The right question here is not "are we on track" - it is "is our picture of the program still accurate." A plan that nobody trusts is not a plan.


Phase 5: Program Closure

What happens here: Work gets formally closed. Lessons get documented. Resources get released. The team gets recognized.

Artifacts:

Artifact Owner Required? Notes
Lessons Learned TPM Recommended Run a retrospective - make it a real conversation, not a checkbox
Project Close-Out Report TPM Recommended Did we achieve what we set out to do? If not, why not?
Operational / Support Model (signed off) Engineering Manager Required The team that built it does not own it forever
Final budget close-out Finance + PO Required Close all financial records
Resource release Engineering Manager Required People need to know they are off the program
Program record closed TPM Required Keep the system of record accurate
Executive / stakeholder notification TPM Recommended Close the loop with everyone who had a stake in this
Team celebration TPM Required Not optional. Programs are hard. Recognize the work.

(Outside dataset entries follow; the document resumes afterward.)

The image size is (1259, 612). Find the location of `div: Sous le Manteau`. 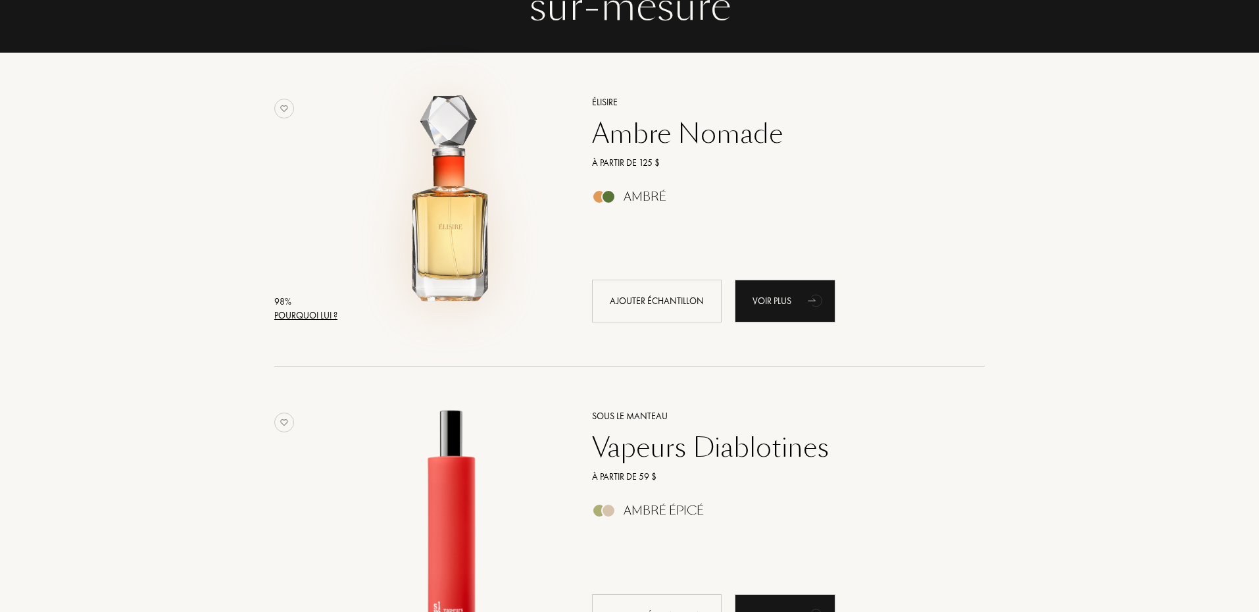

div: Sous le Manteau is located at coordinates (774, 416).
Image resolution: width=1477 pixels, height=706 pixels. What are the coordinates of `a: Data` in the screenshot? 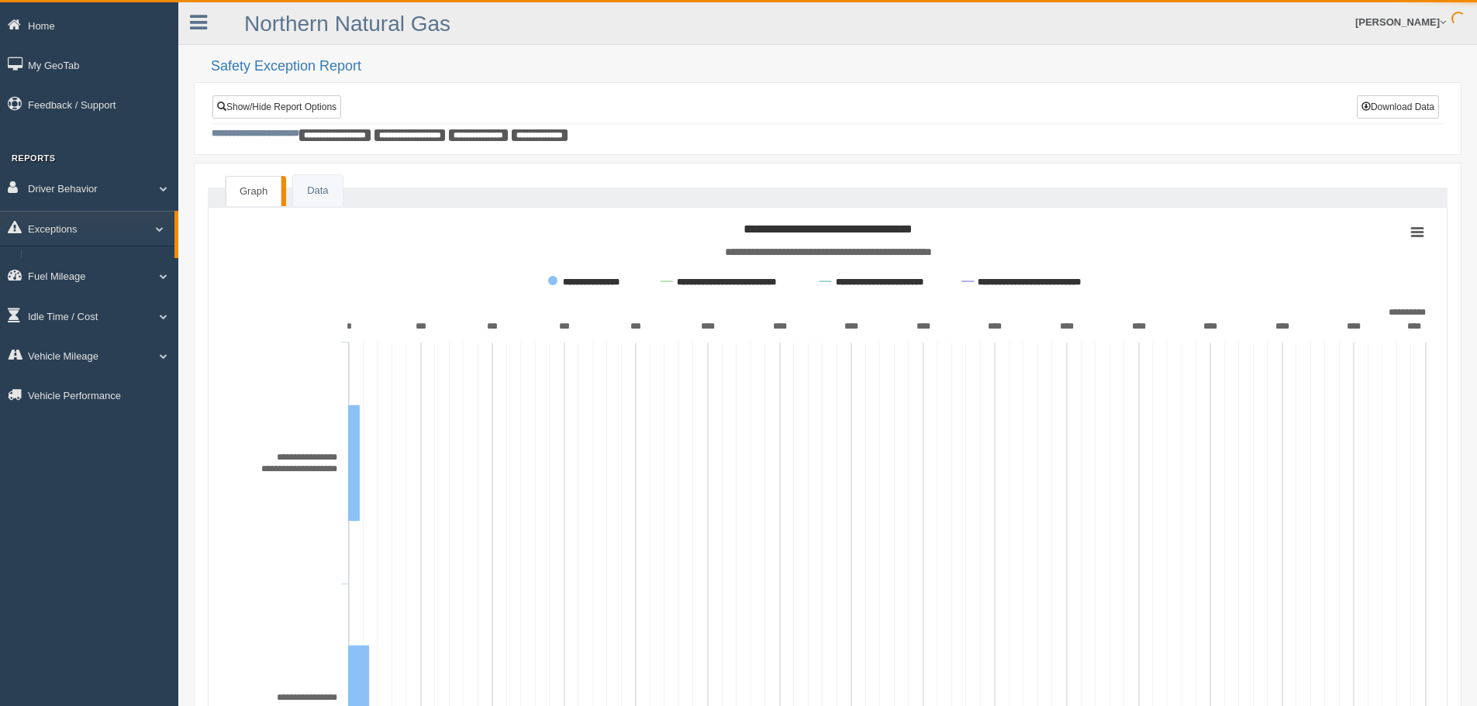 It's located at (317, 191).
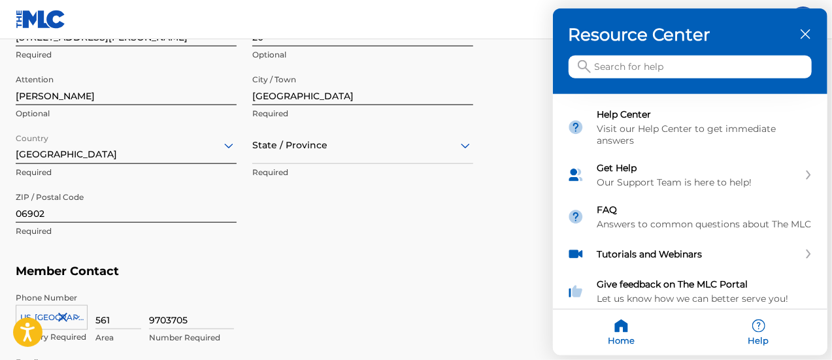 The height and width of the screenshot is (360, 832). I want to click on div: Resource center home modules, so click(690, 203).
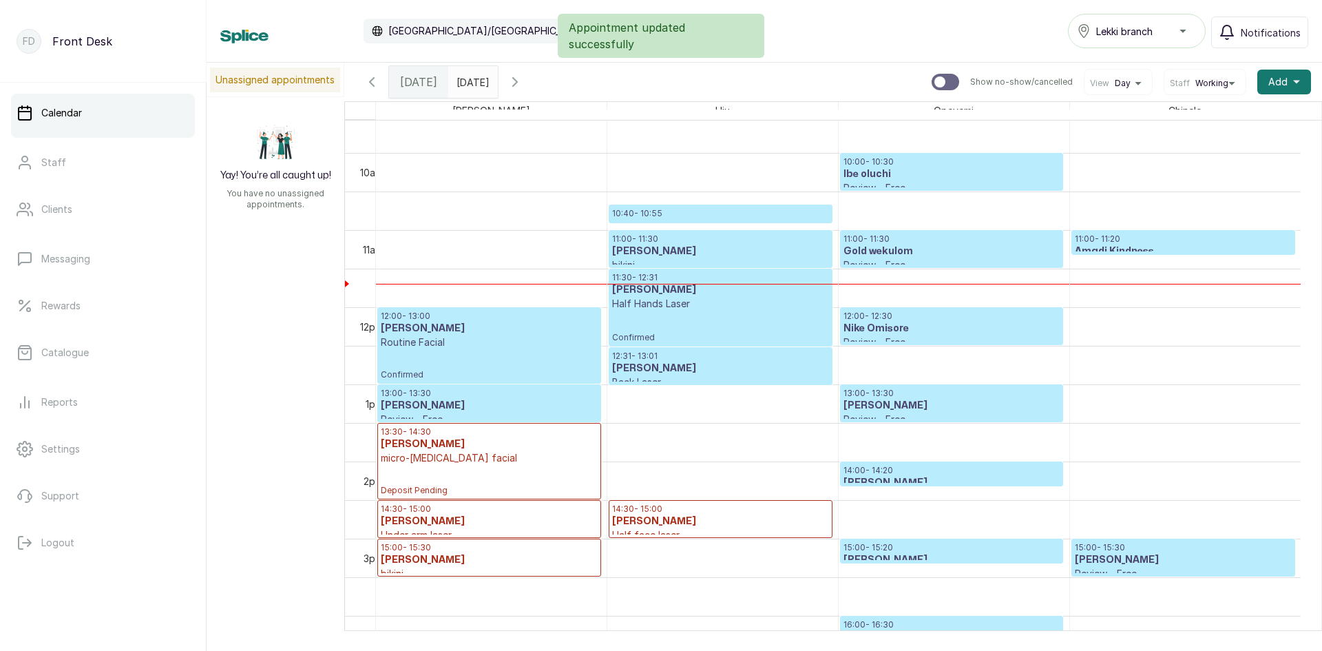 The height and width of the screenshot is (651, 1322). What do you see at coordinates (58, 543) in the screenshot?
I see `p: Logout` at bounding box center [58, 543].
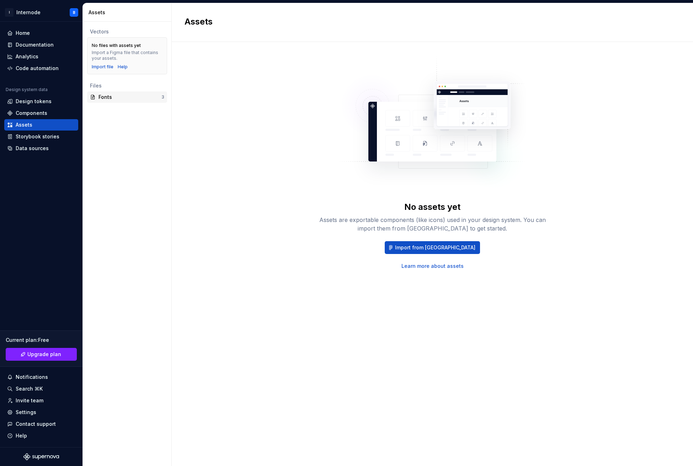  What do you see at coordinates (41, 389) in the screenshot?
I see `button: Search ⌘K` at bounding box center [41, 389].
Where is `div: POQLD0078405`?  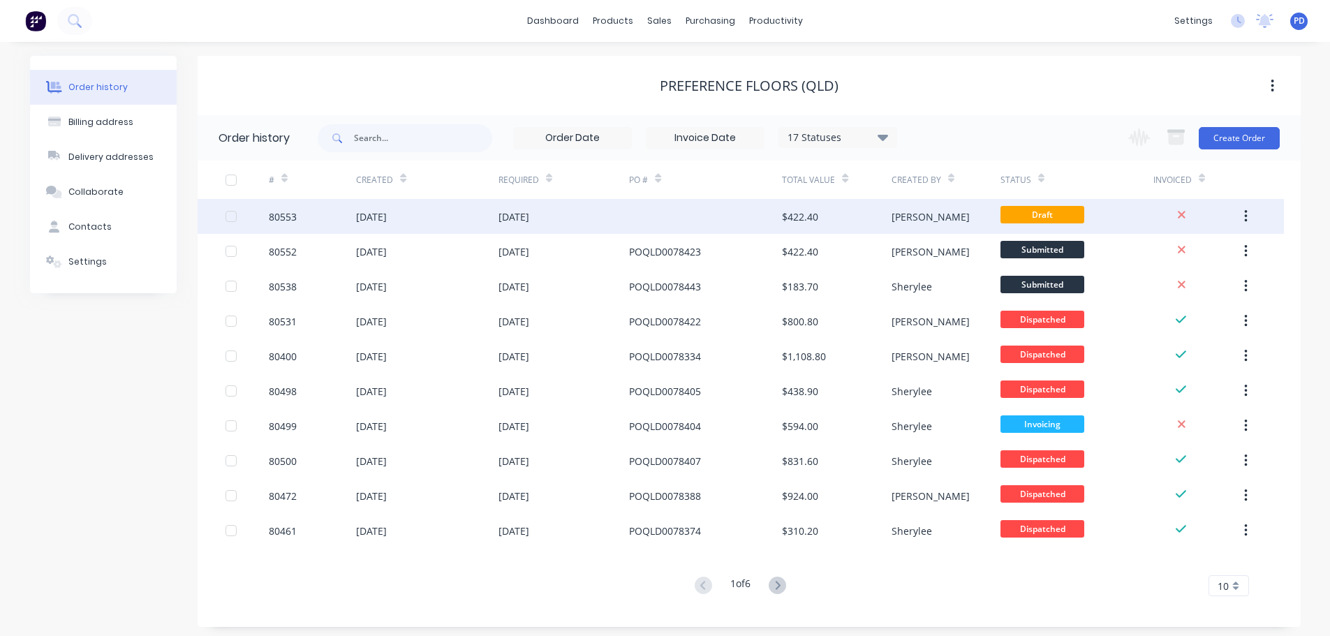
div: POQLD0078405 is located at coordinates (665, 391).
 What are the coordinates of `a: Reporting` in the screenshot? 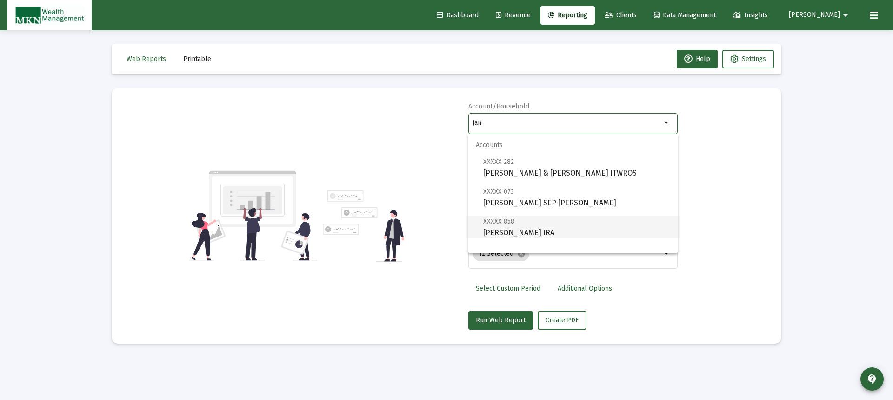 It's located at (568, 15).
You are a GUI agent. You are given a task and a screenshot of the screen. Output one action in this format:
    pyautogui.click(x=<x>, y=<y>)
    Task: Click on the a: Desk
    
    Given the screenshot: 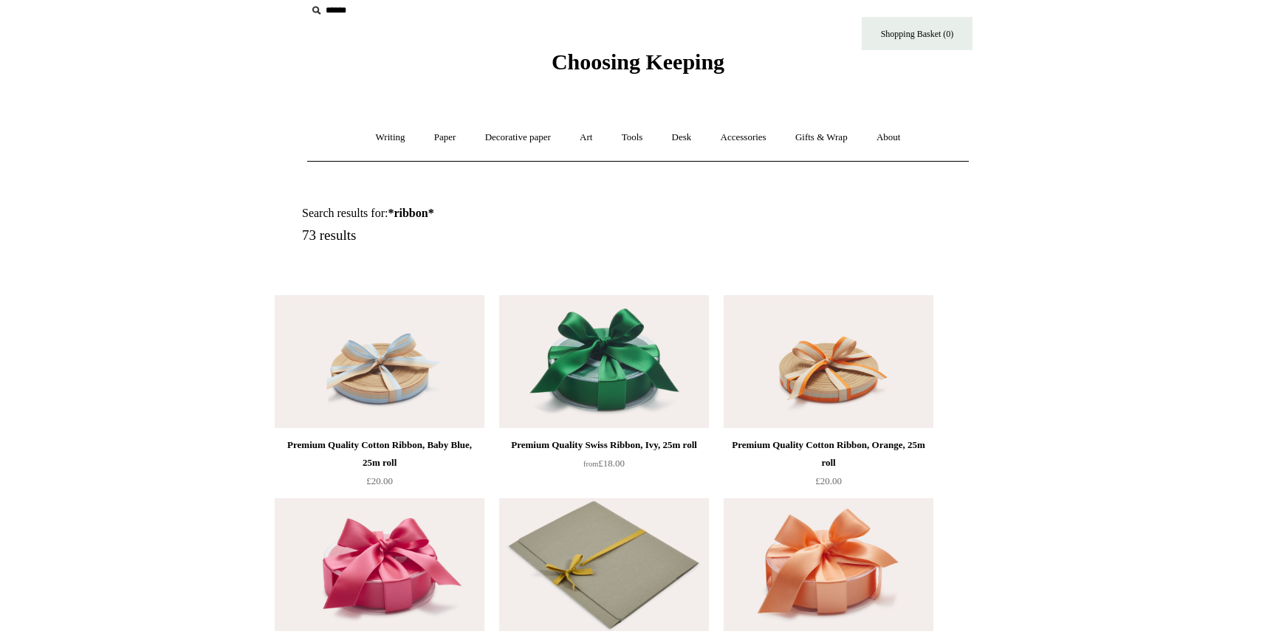 What is the action you would take?
    pyautogui.click(x=682, y=137)
    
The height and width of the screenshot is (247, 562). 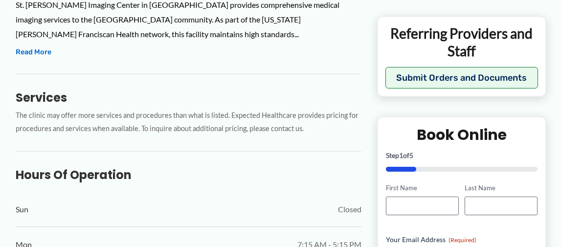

The close-out report goes to the program sponsor and key stakeholders when completed. It should include the lessons learned output and an honest assessment of whether the program achieved its objectives. If it did not, the report explains why and what was done about it.


Glossary

Term Definition
Portfolio A collection of programs and projects grouped to meet strategic objectives. Examples: Identity & Access Management, Platform Security, Data Infrastructure.
Program A group of related projects managed together to produce outcomes not achievable from managing them individually. Often maps to a strategic goal or annual priority.
Project A temporary effort with a defined start, end, and deliverable.
Milestone A significant planned event in the project schedule - often a major deliverable or phase gate.
RAID Log Tracker for Risks, Assumptions, Issues, and Dependencies. The TPM's most important operational tool.
Definition of Done Agreed, measurable criteria that define what "complete" means for a milestone, epic, or project.
HLD High Level Design - architectural overview of how a solution will be built.
LLD Low Level Design - detailed component-level design, typically owned by engineering.
RACI Responsibility matrix: Responsible, Accountable, Consulted, Informed.
BAU Business As Usual - the operational state after a program delivers and transitions to support.
Change Control Formal process for evaluating and approving changes to program scope, schedule, or budget.

A Note on Required vs. Recommended

"Required" means the program should not advance past this phase without it. "Recommended" means it is the right practice for most programs - use judgment on smaller or lower-risk efforts.

The goal is not artifact production. The goal is shared understanding, clean decisions, and programs that deliver. The artifacts exist to support that, not the other way around.


This playbook is version 1.0. Propose edits via pull request or open an issue with your suggested change and the reasoning behind it.